233 non-technical professionals at North American tech companies told us how they actually use email — what's working, what isn't, and what they'd hand to an AI tomorrow if they could.
Email is the most used — and most resented — productivity tool in modern work. Our hypothesis going in was that email pain is prosumer, not enterprise: consistent across company size and role, felt intensely, and under-served by a generation of tools that reshuffled the inbox without rethinking the job. The data backs the thesis — and sharpens the target.
Nearly every respondent faces inbox clutter, and two in three call it a major source of friction. The story isn't that work email is full — it's that the signal-to-noise ratio has collapsed, and a year later it's getting worse, not better.
Most tech professionals spend more than an hour a day on email — meaning five-plus hours a week, or roughly one full workday out of five, is going to the inbox. For the heaviest 15%, it's already three-plus hours a day.
Missing an email isn't a stray anxiety — it's a recent, specific event for most respondents. Of the 77% who have missed something important (or replied far too late), many describe a concrete business consequence, not a close call.
We asked the same question two ways — "which single pain would you fix?" and "which AI feature would be most useful?" — and got the same answer twice. The priority isn't drafting or summarizing. It's cutting through the clutter to surface what actually matters.
There's no adoption wall. 87% of respondents are at least somewhat comfortable with AI at work, and most have already tried at least one solution to their email problem. The wall is about control — what AI can touch without explicit permission, and how visible every action has to be.
The data points to a product that earns trust by showing its work: intelligent triage that surfaces the 5–10 emails that matter, flags follow-ups before they slip, and never sends on the user's behalf without explicit sign-off. The market is ready. The category hasn't been defined. That's where we're investing.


▶ _Problem requirements_
Copy each line of the material in which the word "will" appears.

▶ _Data records_
┄┄┄┄┄┄┄┄┄┄
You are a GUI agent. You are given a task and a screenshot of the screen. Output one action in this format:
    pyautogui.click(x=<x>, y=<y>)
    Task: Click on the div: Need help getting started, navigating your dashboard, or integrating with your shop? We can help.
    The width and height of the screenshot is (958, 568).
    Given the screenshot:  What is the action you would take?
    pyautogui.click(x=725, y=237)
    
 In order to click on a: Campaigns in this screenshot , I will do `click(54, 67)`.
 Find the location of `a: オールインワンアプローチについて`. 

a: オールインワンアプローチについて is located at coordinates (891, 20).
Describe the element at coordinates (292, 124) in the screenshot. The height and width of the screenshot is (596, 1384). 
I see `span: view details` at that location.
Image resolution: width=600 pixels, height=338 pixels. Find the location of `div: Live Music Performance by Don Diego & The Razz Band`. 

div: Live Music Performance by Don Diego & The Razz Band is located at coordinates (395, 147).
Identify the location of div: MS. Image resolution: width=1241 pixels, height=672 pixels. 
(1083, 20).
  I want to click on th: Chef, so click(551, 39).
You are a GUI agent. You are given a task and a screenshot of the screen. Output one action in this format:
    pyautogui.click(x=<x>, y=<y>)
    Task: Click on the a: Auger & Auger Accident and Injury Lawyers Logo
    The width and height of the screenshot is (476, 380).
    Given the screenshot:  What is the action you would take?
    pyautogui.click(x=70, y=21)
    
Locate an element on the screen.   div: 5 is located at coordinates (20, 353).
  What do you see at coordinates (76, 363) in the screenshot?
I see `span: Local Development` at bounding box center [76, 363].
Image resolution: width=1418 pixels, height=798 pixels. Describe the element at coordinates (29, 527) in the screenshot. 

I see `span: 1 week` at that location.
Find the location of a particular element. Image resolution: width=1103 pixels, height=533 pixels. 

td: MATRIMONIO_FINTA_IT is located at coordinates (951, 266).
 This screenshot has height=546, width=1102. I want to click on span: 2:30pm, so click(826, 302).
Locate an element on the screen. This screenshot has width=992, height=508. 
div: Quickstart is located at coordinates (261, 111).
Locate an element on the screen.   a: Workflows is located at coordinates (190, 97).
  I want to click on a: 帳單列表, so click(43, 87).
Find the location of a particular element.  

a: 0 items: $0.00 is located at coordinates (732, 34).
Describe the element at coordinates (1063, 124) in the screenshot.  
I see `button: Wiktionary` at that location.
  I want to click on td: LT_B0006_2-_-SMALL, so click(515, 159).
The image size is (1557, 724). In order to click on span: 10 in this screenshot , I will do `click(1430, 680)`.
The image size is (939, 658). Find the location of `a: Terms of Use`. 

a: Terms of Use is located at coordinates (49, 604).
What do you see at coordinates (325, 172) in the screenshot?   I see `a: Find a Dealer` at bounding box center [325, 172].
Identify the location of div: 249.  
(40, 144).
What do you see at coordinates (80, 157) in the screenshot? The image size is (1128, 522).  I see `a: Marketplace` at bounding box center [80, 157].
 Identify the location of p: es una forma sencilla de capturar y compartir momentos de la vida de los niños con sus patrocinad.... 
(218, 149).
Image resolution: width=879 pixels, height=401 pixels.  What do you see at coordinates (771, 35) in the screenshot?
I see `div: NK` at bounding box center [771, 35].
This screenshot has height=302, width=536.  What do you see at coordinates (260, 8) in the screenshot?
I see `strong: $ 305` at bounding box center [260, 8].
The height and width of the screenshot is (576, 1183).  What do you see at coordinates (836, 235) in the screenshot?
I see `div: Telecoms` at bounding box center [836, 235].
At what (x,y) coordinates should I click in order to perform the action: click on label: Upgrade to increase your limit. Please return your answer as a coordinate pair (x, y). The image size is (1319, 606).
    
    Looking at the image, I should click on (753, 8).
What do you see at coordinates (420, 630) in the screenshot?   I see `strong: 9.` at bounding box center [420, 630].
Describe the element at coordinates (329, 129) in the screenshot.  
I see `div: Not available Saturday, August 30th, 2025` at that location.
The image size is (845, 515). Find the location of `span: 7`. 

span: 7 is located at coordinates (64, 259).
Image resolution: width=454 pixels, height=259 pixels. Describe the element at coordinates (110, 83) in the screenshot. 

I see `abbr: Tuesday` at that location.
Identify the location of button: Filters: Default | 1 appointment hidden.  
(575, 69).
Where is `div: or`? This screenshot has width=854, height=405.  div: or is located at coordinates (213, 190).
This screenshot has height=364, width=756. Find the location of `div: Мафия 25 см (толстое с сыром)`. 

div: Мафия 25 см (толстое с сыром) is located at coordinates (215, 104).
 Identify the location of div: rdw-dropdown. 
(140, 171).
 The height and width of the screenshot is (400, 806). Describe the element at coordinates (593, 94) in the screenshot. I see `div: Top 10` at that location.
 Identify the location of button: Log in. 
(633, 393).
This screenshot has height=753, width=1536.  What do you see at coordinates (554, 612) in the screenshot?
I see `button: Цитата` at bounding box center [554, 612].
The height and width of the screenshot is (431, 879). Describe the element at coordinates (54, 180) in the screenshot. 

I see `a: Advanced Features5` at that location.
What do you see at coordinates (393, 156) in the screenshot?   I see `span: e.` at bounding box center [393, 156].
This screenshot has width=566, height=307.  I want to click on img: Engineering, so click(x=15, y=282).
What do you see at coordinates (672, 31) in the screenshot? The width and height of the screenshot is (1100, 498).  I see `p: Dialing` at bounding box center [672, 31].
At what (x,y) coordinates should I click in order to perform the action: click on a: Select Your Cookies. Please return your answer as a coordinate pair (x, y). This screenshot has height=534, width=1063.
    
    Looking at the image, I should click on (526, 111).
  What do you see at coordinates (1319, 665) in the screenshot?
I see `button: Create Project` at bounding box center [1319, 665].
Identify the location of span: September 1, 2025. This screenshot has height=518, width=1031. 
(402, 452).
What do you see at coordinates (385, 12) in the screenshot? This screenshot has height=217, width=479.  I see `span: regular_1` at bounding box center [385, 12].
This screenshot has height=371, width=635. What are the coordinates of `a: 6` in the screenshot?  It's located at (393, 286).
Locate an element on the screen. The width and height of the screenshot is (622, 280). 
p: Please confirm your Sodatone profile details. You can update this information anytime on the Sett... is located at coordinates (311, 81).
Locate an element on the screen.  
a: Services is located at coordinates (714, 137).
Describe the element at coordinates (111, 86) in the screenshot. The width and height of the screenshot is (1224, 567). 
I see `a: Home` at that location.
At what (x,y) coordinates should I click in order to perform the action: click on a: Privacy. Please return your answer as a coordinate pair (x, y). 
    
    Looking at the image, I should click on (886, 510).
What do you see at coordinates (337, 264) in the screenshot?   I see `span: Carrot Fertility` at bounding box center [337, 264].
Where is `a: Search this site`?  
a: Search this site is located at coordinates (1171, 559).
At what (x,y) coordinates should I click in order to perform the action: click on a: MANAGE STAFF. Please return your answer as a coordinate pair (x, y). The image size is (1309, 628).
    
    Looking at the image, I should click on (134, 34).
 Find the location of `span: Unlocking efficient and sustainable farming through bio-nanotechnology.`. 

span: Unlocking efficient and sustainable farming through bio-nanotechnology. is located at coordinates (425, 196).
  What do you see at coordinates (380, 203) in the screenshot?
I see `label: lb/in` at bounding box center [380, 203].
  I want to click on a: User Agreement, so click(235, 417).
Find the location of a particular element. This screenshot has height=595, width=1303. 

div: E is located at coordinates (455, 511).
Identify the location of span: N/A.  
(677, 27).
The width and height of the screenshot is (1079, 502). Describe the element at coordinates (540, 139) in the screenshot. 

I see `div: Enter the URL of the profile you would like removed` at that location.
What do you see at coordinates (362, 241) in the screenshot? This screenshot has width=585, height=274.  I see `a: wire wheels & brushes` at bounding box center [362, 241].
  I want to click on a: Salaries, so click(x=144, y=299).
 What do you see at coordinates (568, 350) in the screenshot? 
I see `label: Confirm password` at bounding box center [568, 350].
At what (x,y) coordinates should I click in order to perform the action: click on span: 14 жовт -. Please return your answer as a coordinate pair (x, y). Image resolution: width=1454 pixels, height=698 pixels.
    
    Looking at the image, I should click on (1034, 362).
┄┄┄┄┄┄┄┄┄┄
▶ _Response area_
 In order to click on a: Campaigns in this screenshot , I will do `click(54, 67)`.
The image size is (1557, 724). In order to click on span: 10 in this screenshot , I will do `click(1430, 680)`.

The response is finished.